Mr. Able shrugged. "Circumstances alter intentions. I do not owe you an explanation for everything we do. Suffice it to say that this last exercise in blood lust was their price for biding their time until American pressure saps Israel's ability to defend itself."

"And we went along with you on that. As passive assistance, I ordered CIA to avoid any counteraction against the Septembrists. These orders were probably redundant, as the traditions of incompetence within the organization would have effectively neutralized them anyway."

The Deputy cleared his throat to object, but Diamond hushed him with a lift of the hand and continued. "We went a step beyond passive assistance.
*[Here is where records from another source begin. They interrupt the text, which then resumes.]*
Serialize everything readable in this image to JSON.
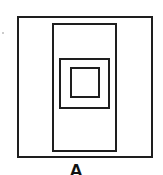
{
  "figure": {
    "label": "A",
    "line_color": "#1e1e1e",
    "shapes": [
      {
        "name": "outer-rectangle",
        "x": 17,
        "y": 16,
        "w": 136,
        "h": 142
      },
      {
        "name": "tall-inner-rectangle",
        "x": 52,
        "y": 23,
        "w": 65,
        "h": 129
      },
      {
        "name": "middle-square",
        "x": 59,
        "y": 58,
        "w": 51,
        "h": 51
      },
      {
        "name": "inner-square",
        "x": 70,
        "y": 67,
        "w": 30,
        "h": 31
      }
    ]
  }
}
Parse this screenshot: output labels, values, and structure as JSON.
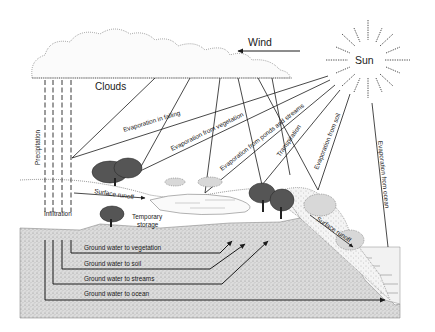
{
  "diagram": {
    "labels": {
      "wind": "Wind",
      "sun": "Sun",
      "clouds": "Clouds",
      "precipitation": "Precipitation",
      "infiltration": "Infiltration",
      "surface_runoff_left": "Surface runoff",
      "surface_runoff_right": "Surface runoff",
      "temporary_storage_line1": "Temporary",
      "temporary_storage_line2": "storage",
      "evaporation_in_falling": "Evaporation in falling",
      "evaporation_from_vegetation": "Evaporation from vegetation",
      "evaporation_from_ponds": "Evaporation from ponds and streams",
      "transpiration": "Transpiration",
      "evaporation_from_soil": "Evaporation from soil",
      "evaporation_from_ocean": "Evaporation from ocean",
      "gw_vegetation": "Ground water to vegetation",
      "gw_soil": "Ground water to soil",
      "gw_streams": "Ground water to streams",
      "gw_ocean": "Ground water to ocean"
    },
    "colors": {
      "ink": "#1a1a1a",
      "ground": "#d6d6d6",
      "paper": "#ffffff"
    }
  }
}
When we learned that a small, informal group of Israelis was on the track of those responsible for the Munich massacre, we decided to interdict them with a spoiling raid. The leader of this group was one Asa Stern, an ex-political whose son was among the athletes killed in Munich. Because we knew that Stern was suffering from terminal cancer—he died two weeks ago—and his little group consisted only of a handful of idealistic young amateurs, we assumed the combined forces of your Arab intelligence organization and our CIA would be adequate to blow them away."

"And it was not?"

"And it was not. These two men at the table were responsible for the operation, although the Arab was really no more than an agent-in-training. In a very wet and public action they managed to terminate two of the three members of Stern's group... along with seven bystanders. But one member, a girl named Hannah Stern, niece of the late leader, slipped through them."

Mr. Able sighed and closed his eyes. Did nothing ever work correctly in this country with its cumbersome form of government? When would they discover that the world is in a post-democratic era? "You say that one young woman escaped this spoiling raid? Surely this is not very serious. I cannot believe that one woman is going to London alone and manage singlehandedly to kill six highly trained and experienced Palestinian terrorists who have not only the protection of your organization and mine but, through your good offices, that of British MI-5 and MI-6! It is ridiculous."
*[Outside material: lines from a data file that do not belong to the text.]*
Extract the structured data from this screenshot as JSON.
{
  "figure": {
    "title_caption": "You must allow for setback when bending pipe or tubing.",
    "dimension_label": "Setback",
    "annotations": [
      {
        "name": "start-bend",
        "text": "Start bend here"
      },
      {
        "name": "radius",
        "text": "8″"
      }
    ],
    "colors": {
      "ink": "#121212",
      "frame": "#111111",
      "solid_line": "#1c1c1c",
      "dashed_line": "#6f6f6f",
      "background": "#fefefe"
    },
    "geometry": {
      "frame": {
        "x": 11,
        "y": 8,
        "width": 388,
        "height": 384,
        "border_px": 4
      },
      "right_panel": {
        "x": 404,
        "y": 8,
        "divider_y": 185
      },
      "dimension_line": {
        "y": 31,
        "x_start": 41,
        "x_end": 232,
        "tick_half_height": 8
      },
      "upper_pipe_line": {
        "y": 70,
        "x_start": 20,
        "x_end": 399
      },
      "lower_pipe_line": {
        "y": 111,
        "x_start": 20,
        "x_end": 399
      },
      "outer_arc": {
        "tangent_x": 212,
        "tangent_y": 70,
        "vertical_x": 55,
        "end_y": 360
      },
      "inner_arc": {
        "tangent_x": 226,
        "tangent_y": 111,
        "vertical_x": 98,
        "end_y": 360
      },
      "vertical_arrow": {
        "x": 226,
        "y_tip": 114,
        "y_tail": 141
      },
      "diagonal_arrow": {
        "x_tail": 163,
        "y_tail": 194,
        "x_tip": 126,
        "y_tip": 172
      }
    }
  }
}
"It would be ridiculous. But Miss Stern is not going to London. We are quite sure she went to France. We are also sure that she is now, or soon will be, in contact with one Nicholai Hel—a mauve-card man who is perfectly capable of penetrating your people and mine and all the British, of terminating the Black Septembrists, and of being back in France in time for a luncheon engagement."
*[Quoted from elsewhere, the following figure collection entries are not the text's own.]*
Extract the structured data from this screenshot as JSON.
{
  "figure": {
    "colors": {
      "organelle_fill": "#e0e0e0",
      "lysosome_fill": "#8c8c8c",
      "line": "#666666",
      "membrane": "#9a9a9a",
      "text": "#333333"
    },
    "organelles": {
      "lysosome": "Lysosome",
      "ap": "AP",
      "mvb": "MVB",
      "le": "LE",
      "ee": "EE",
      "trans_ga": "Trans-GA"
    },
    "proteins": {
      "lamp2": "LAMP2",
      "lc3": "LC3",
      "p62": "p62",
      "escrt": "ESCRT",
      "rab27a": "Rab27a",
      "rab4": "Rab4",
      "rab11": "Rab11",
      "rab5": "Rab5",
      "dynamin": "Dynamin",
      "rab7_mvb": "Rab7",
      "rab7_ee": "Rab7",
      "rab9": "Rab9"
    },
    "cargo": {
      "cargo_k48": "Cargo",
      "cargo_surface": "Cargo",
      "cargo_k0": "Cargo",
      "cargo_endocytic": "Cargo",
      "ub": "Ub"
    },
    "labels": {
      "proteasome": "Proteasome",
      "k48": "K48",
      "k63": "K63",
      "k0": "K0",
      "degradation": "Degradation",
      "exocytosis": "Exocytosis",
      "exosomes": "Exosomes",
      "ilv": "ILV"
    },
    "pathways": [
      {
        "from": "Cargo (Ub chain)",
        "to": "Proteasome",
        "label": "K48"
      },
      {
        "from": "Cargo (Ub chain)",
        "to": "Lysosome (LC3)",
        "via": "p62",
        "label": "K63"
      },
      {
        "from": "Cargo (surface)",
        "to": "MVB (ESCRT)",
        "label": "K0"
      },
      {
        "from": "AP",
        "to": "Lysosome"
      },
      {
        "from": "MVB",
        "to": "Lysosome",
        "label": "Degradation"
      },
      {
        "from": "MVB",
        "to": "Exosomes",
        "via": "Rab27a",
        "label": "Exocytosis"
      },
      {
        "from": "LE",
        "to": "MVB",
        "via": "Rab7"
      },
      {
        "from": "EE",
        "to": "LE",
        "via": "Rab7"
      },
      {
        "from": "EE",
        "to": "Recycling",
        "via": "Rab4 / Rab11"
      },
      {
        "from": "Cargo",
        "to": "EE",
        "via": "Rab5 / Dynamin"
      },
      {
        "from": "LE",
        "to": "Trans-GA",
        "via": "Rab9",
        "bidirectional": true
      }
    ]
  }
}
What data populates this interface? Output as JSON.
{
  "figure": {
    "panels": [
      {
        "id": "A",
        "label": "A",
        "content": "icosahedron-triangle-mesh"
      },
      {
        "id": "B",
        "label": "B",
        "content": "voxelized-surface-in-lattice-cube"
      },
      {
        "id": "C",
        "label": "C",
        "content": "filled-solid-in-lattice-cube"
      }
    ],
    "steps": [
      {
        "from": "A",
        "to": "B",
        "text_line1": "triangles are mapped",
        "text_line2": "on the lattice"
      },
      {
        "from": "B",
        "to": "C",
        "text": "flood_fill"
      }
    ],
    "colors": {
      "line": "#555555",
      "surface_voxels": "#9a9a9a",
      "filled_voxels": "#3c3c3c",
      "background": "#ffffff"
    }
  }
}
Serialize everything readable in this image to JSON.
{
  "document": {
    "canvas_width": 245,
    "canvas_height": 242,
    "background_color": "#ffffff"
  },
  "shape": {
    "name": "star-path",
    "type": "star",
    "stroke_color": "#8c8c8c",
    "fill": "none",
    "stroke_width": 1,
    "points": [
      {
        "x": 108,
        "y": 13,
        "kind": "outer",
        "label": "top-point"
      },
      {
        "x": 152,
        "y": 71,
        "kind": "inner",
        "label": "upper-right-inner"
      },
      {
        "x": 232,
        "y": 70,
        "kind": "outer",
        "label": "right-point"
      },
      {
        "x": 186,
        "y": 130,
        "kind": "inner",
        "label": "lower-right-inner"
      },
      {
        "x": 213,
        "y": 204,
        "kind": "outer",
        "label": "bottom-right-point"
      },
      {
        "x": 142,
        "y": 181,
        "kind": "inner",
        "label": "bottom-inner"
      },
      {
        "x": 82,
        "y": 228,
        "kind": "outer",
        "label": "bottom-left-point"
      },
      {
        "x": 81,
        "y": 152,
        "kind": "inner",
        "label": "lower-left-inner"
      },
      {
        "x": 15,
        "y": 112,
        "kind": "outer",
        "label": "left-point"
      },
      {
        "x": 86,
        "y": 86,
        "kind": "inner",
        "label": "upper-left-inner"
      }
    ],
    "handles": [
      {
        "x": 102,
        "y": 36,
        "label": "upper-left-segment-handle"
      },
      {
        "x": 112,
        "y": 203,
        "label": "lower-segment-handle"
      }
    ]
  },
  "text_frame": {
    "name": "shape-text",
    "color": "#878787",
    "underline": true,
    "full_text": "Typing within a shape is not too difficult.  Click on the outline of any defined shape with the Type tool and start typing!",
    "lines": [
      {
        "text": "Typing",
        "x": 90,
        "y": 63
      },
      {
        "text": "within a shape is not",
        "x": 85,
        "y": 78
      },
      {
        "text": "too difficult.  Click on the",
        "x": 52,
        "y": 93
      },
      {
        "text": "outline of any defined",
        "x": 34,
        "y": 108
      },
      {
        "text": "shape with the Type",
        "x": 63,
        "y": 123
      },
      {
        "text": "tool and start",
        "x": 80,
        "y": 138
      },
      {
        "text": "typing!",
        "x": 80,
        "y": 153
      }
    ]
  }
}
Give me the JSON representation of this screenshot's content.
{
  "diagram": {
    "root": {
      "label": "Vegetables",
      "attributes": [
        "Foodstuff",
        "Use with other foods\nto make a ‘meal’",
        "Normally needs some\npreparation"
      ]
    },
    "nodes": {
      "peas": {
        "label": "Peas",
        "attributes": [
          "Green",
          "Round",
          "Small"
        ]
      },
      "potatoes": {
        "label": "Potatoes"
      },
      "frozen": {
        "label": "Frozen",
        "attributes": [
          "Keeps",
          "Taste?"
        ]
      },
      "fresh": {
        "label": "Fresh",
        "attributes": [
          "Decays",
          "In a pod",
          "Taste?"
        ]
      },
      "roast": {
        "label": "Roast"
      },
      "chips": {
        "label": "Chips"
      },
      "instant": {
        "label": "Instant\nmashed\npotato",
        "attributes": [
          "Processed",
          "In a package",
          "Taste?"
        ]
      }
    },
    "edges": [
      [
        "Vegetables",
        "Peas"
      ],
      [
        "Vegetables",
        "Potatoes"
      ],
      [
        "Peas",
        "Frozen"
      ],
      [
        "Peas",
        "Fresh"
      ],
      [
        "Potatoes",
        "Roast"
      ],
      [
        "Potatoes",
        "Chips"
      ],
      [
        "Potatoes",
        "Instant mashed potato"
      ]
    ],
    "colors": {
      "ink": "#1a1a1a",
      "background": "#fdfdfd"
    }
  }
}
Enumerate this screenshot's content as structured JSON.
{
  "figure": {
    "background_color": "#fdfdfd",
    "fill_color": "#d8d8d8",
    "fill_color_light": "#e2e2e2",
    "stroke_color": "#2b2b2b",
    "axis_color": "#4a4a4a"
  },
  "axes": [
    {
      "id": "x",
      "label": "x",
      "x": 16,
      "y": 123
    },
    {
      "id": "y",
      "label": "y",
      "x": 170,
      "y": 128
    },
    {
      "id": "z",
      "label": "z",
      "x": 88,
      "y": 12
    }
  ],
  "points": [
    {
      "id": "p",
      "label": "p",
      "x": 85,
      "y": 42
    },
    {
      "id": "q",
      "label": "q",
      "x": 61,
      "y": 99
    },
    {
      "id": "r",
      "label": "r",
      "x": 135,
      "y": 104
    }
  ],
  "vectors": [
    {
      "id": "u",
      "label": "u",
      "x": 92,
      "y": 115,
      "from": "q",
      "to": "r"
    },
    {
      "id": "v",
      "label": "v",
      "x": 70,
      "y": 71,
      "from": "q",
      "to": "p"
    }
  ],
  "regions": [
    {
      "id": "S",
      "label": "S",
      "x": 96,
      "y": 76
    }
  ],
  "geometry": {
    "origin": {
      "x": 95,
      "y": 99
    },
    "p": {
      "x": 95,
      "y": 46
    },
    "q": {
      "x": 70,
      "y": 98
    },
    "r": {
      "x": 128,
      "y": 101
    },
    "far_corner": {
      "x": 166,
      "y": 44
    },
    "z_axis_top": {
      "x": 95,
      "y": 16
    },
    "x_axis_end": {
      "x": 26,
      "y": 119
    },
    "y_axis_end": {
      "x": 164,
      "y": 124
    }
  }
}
Mr. Able looked at Diamond quizzically. "Is that admiration I detect in your voice?"

"No! I would not call it admiration. But Hel is a man we must not ignore. I am going to fill you in on his background so you can appreciate the special lengths to which we may have to go to remedy this screw-up." Diamond turned to the First Assistant, who sat unobtrusively at his console. "Roll up the printout on Hel."

As Fat Boy's lean, prosaic data appeared, rear-projected on the tabletop before them. Diamond quickly sketched out biographic details leading to Nicholai Hel's learning that General Kishikawa was a prisoner of the Russians and scheduled for trial before the War Crimes Commission.

Japan

Nicholai requested and received a leave of absence, to free his time and energy for the task of locating the General. The next week was nightmarish, a desperate struggle in slow motion against the spongy but impenetrable barricades of red tape, autonomic secrecy, international mistrust, bureaucratic inertia, and individual indifference. His efforts through the Japanese civil government were fruitless. Its systems were static and mired because grafted upon the Japanese propensity toward overorganization and shared authority designed to lessen the burden of individual responsibility for error were elements of alien democracy that brought with them the busy inaction characteristic of that wasteful form of government.